Prescriptions: Fees and Charges

(asked on 7th December 2015) - View Source

Question to the Department of Health and Social Care:

To ask the Secretary of State for Health, if he will make it his policy to exempt people with long-term serious conditions from prescription charges for repeated renewals of their medication.


Answered by
Alistair Burt Portrait
Alistair Burt
This question was answered on 15th December 2015

A person is entitled to apply for a medical exemption certificate exempting them from the prescription charge if they suffer from:


- a permanent fistula (including caecostomy, colostomy, laryngostomy, or ileostomy) requiring continuous surgical dressing or requires an appliance

- forms of hypoadrenalism (including Addison's disease) for which specific substitution therapy is essential

- diabetes insipidus or other forms of hypopituitarism

- diabetes mellitus (except where treatment of the diabetes is by diet alone)

- hypoparathyroidism

- myasthenia gravis

- myxoedema

- epilepsy requiring continuous anti-convulsive therapy

- continuing physical disability which prevents the patient from leaving their residence without the help of another person

- they are undergoing treatment for cancer, the effects of cancer or the effects of cancer treatment.


There are no plans to change this list.


Other extensive exemption arrangements are in place, in England, including those based on income, which support those who cannot afford to pay for their prescriptions. For those who need multiple prescriptions and do not qualify for exemption, Prescription Prepayment Certificates (PPC) can be purchased, which allow someone to claim as many prescriptions as needed. A 12 month PPC costs £104 and benefits anyone who needs 13 or more prescriptions a year.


*PROBLEM REQUIREMENTS*: Leave out every picture, and output exactly the lines from the line containing "Segment this screenshot: for" through the last line of the data.

** Opening INFORMATION SHOWN block **

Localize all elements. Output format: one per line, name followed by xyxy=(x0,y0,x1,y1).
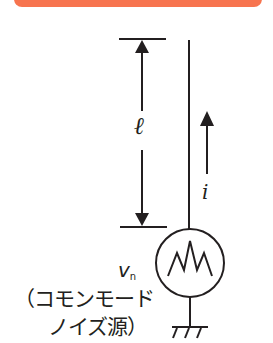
ground-hatch xyxy=(185,328,189,338)
source-voltage-symbol: v xyxy=(118,258,130,282)
arrowhead-up-icon xyxy=(135,40,149,53)
noise-source-circle xyxy=(156,229,224,297)
noise-zigzag-icon xyxy=(168,241,212,276)
source-description-line2: ノイズ源） xyxy=(48,310,147,340)
length-label: ℓ xyxy=(134,112,144,140)
arrowhead-down-icon xyxy=(135,213,149,226)
current-label: i xyxy=(202,180,208,204)
source-voltage-label: vn xyxy=(118,258,136,282)
current-arrowhead-icon xyxy=(200,111,214,126)
source-description-line1: （コモンモード xyxy=(14,282,154,312)
ground-hatch xyxy=(197,328,201,338)
source-voltage-subscript: n xyxy=(130,271,136,282)
ground-hatch xyxy=(173,328,177,338)
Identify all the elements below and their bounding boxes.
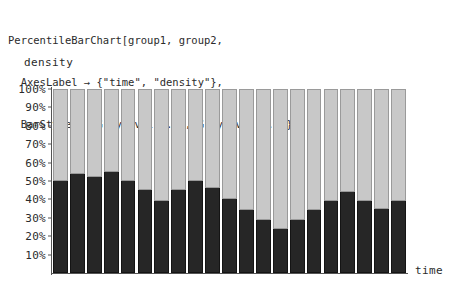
bar-segment-group1: [324, 201, 339, 273]
bar-segment-group1: [222, 199, 237, 273]
bar-segment-group2: [340, 89, 355, 192]
bar-segment-group2: [273, 89, 288, 229]
y-tick-label: 100%: [18, 83, 52, 96]
y-tick-mark: [48, 162, 52, 163]
bar-segment-group1: [171, 190, 186, 273]
bar-segment-group2: [171, 89, 186, 190]
bar-segment-group1: [374, 209, 389, 273]
bar-segment-group1: [391, 201, 406, 273]
code-line-1: PercentileBarChart[group1, group2,: [8, 33, 305, 47]
bar-segment-group1: [154, 201, 169, 273]
y-tick-mark: [48, 89, 52, 90]
y-tick-mark: [48, 254, 52, 255]
bar-column[interactable]: [290, 89, 305, 273]
x-axis-title: time: [415, 264, 443, 277]
bar-segment-group2: [121, 89, 136, 181]
bar-segment-group1: [70, 174, 85, 273]
bar-column[interactable]: [171, 89, 186, 273]
bar-column[interactable]: [138, 89, 153, 273]
bar-segment-group1: [239, 210, 254, 273]
bar-segment-group2: [391, 89, 406, 201]
bar-column[interactable]: [324, 89, 339, 273]
bar-segment-group1: [121, 181, 136, 273]
bar-segment-group2: [374, 89, 389, 209]
bar-segment-group2: [222, 89, 237, 199]
bar-column[interactable]: [188, 89, 203, 273]
bar-segment-group1: [357, 201, 372, 273]
bar-column[interactable]: [256, 89, 271, 273]
bar-column[interactable]: [340, 89, 355, 273]
bar-column[interactable]: [70, 89, 85, 273]
bar-segment-group1: [290, 220, 305, 273]
bar-column[interactable]: [222, 89, 237, 273]
bar-segment-group2: [307, 89, 322, 210]
bar-column[interactable]: [87, 89, 102, 273]
bar-column[interactable]: [273, 89, 288, 273]
bar-segment-group1: [273, 229, 288, 273]
bar-column[interactable]: [307, 89, 322, 273]
y-tick-mark: [48, 107, 52, 108]
bar-segment-group2: [324, 89, 339, 201]
bar-column[interactable]: [357, 89, 372, 273]
bar-segment-group2: [70, 89, 85, 174]
bar-column[interactable]: [53, 89, 68, 273]
bar-segment-group2: [53, 89, 68, 181]
bar-column[interactable]: [121, 89, 136, 273]
bar-segment-group2: [290, 89, 305, 220]
bar-column[interactable]: [239, 89, 254, 273]
bar-segment-group1: [188, 181, 203, 273]
bar-segment-group2: [357, 89, 372, 201]
bar-segment-group2: [239, 89, 254, 210]
bar-column[interactable]: [391, 89, 406, 273]
percentile-bar-chart: density time 100%90%80%70%60%50%40%30%20…: [0, 56, 457, 297]
bar-segment-group2: [188, 89, 203, 181]
bar-segment-group2: [205, 89, 220, 188]
y-tick-mark: [48, 217, 52, 218]
bar-segment-group2: [104, 89, 119, 172]
y-tick-mark: [48, 144, 52, 145]
y-tick-mark: [48, 199, 52, 200]
bar-segment-group1: [138, 190, 153, 273]
bar-segment-group1: [53, 181, 68, 273]
bar-column[interactable]: [374, 89, 389, 273]
y-tick-mark: [48, 236, 52, 237]
bar-segment-group1: [256, 220, 271, 273]
bar-segment-group2: [87, 89, 102, 177]
plot-box: 100%90%80%70%60%50%40%30%20%10% 12345678…: [52, 89, 407, 273]
y-tick-mark: [48, 181, 52, 182]
bar-segment-group1: [87, 177, 102, 273]
bar-column[interactable]: [104, 89, 119, 273]
bar-column[interactable]: [154, 89, 169, 273]
bar-segment-group1: [205, 188, 220, 273]
bar-segment-group2: [138, 89, 153, 190]
bar-segment-group2: [154, 89, 169, 201]
bar-segment-group1: [307, 210, 322, 273]
bar-segment-group1: [104, 172, 119, 273]
bar-segment-group2: [256, 89, 271, 220]
bar-column[interactable]: [205, 89, 220, 273]
bar-segment-group1: [340, 192, 355, 273]
y-tick-mark: [48, 125, 52, 126]
x-axis-line: [51, 273, 408, 274]
y-axis-title: density: [24, 56, 73, 69]
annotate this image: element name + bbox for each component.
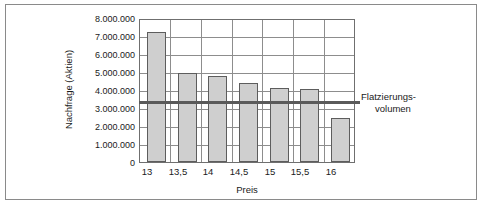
category-separator [170, 20, 171, 162]
bar [239, 83, 258, 162]
gridline [140, 55, 354, 56]
y-tick-label: 5.000.000 [95, 69, 135, 78]
x-tick-label: 16 [315, 167, 347, 177]
gridline [140, 37, 354, 38]
y-tick-label: 3.000.000 [95, 105, 135, 114]
gridline [140, 73, 354, 74]
y-tick-label: 7.000.000 [95, 33, 135, 42]
bar [331, 118, 350, 162]
annotation-line-1: Flatzierungs- [361, 91, 471, 103]
y-tick-label: 1.000.000 [95, 141, 135, 150]
category-separator [201, 20, 202, 162]
plot-area [139, 19, 355, 163]
x-tick-label: 13 [131, 167, 163, 177]
category-separator [324, 20, 325, 162]
bar [178, 73, 197, 162]
x-tick-label: 15 [254, 167, 286, 177]
bar [147, 32, 166, 162]
category-separator [293, 20, 294, 162]
x-axis-title: Preis [139, 184, 355, 195]
y-tick-label: 2.000.000 [95, 123, 135, 132]
x-tick-label: 13,5 [162, 167, 194, 177]
category-separator [232, 20, 233, 162]
category-separator [262, 20, 263, 162]
bar [270, 88, 289, 162]
y-axis-title: Nachfrage (Aktien) [63, 30, 74, 150]
y-tick-label: 4.000.000 [95, 87, 135, 96]
y-tick-label: 8.000.000 [95, 15, 135, 24]
chart-figure: 8.000.000 7.000.000 6.000.000 5.000.000 … [0, 0, 485, 209]
x-tick-label: 14 [192, 167, 224, 177]
annotation-line-2: volumen [361, 103, 471, 115]
bar [208, 76, 227, 162]
bar [300, 89, 319, 162]
x-tick-label: 14,5 [223, 167, 255, 177]
placement-volume-annotation: Flatzierungs- volumen [361, 91, 471, 115]
y-axis-title-holder: Nachfrage (Aktien) [9, 42, 129, 56]
placement-volume-threshold-line [139, 101, 360, 104]
y-axis-tick-labels: 8.000.000 7.000.000 6.000.000 5.000.000 … [75, 0, 135, 209]
x-tick-label: 15,5 [284, 167, 316, 177]
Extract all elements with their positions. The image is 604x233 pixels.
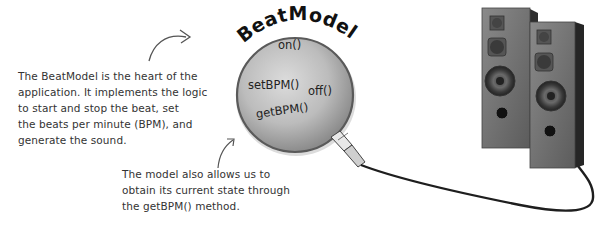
- annotation-left: The BeatModel is the heart of the applic…: [18, 68, 207, 148]
- annotation-bottom-line: the getBPM() method.: [122, 198, 290, 214]
- curved-arrow-up-icon: [218, 139, 234, 168]
- annotation-left-line: to start and stop the beat, set: [18, 100, 207, 116]
- audio-cable: [361, 165, 593, 211]
- annotation-bottom-line: obtain its current state through: [122, 182, 290, 198]
- method-setbpm: setBPM(): [248, 78, 299, 92]
- annotation-left-line: generate the sound.: [18, 132, 207, 148]
- annotation-left-line: application. It implements the logic: [18, 84, 207, 100]
- annotation-bottom-line: The model also allows us to: [122, 166, 290, 182]
- audio-plug-icon: [331, 131, 365, 167]
- annotation-bottom: The model also allows us to obtain its c…: [122, 166, 290, 214]
- annotation-left-line: The BeatModel is the heart of the: [18, 68, 207, 84]
- method-on: on(): [278, 38, 301, 52]
- method-off: off(): [308, 84, 332, 98]
- curved-arrow-right-icon: [149, 30, 190, 61]
- speaker-right-icon: [530, 22, 584, 168]
- speaker-left-icon: [482, 8, 538, 148]
- annotation-left-line: the beats per minute (BPM), and: [18, 116, 207, 132]
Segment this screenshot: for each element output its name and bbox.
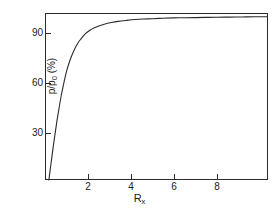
y-axis-title: p/p0 (%) <box>45 31 59 121</box>
y-tick-label-30: 30 <box>3 128 43 138</box>
x-axis-title: Rx <box>0 193 279 204</box>
y-axis-title-unit: (%) <box>46 58 57 76</box>
data-series-line <box>49 17 267 180</box>
x-axis-title-subscript: x <box>142 197 146 206</box>
x-tick-label-6: 6 <box>164 182 184 192</box>
chart-canvas <box>45 13 268 180</box>
chart-figure: 90 60 30 2 4 6 8 p/p0 (%) Rx <box>0 0 279 216</box>
x-axis-title-base: R <box>134 192 142 204</box>
x-tick-label-8: 8 <box>207 182 227 192</box>
y-axis-title-subscript: 0 <box>50 76 59 80</box>
y-tick-label-60: 60 <box>3 78 43 88</box>
y-tick-label-90: 90 <box>3 28 43 38</box>
y-axis-title-numerator: p/p <box>46 80 57 94</box>
x-tick-label-4: 4 <box>121 182 141 192</box>
x-tick-label-2: 2 <box>78 182 98 192</box>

** Closing INFORMATION SHOWN block **

*OUTPUT BELOW*:
Segment this screenshot: for each element output its name and bbox.
y-axis-title: p/p0 (%) <box>45 31 59 121</box>
y-tick-label-30: 30 <box>3 128 43 138</box>
x-axis-title: Rx <box>0 193 279 204</box>
y-axis-title-unit: (%) <box>46 58 57 76</box>
data-series-line <box>49 17 267 180</box>
x-axis-title-subscript: x <box>142 197 146 206</box>
x-tick-label-6: 6 <box>164 182 184 192</box>
chart-canvas <box>45 13 268 180</box>
chart-figure: 90 60 30 2 4 6 8 p/p0 (%) Rx <box>0 0 279 216</box>
x-axis-title-base: R <box>134 192 142 204</box>
x-tick-label-8: 8 <box>207 182 227 192</box>
y-axis-title-subscript: 0 <box>50 76 59 80</box>
y-tick-label-60: 60 <box>3 78 43 88</box>
y-tick-label-90: 90 <box>3 28 43 38</box>
y-axis-title-numerator: p/p <box>46 80 57 94</box>
x-tick-label-4: 4 <box>121 182 141 192</box>
x-tick-label-2: 2 <box>78 182 98 192</box>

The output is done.